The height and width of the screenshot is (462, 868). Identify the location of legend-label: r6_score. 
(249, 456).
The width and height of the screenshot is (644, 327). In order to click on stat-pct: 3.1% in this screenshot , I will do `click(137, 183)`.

--

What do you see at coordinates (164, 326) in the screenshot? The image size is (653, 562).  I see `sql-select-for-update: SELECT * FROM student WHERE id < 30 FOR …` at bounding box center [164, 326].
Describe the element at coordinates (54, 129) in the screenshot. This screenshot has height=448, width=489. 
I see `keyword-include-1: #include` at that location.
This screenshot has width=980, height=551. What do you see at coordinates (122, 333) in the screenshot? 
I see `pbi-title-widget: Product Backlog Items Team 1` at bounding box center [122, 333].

■ REQUIRED ACTION:
The lines above from the one with "The height and" through the one with "The width and" are to be duplicated exactly, ends included, with nothing added.

■ TASK ANSWER:
The height and width of the screenshot is (462, 868). Identify the location of legend-label: r6_score. 
(249, 456).
The width and height of the screenshot is (644, 327). In order to click on stat-pct: 3.1% in this screenshot , I will do `click(137, 183)`.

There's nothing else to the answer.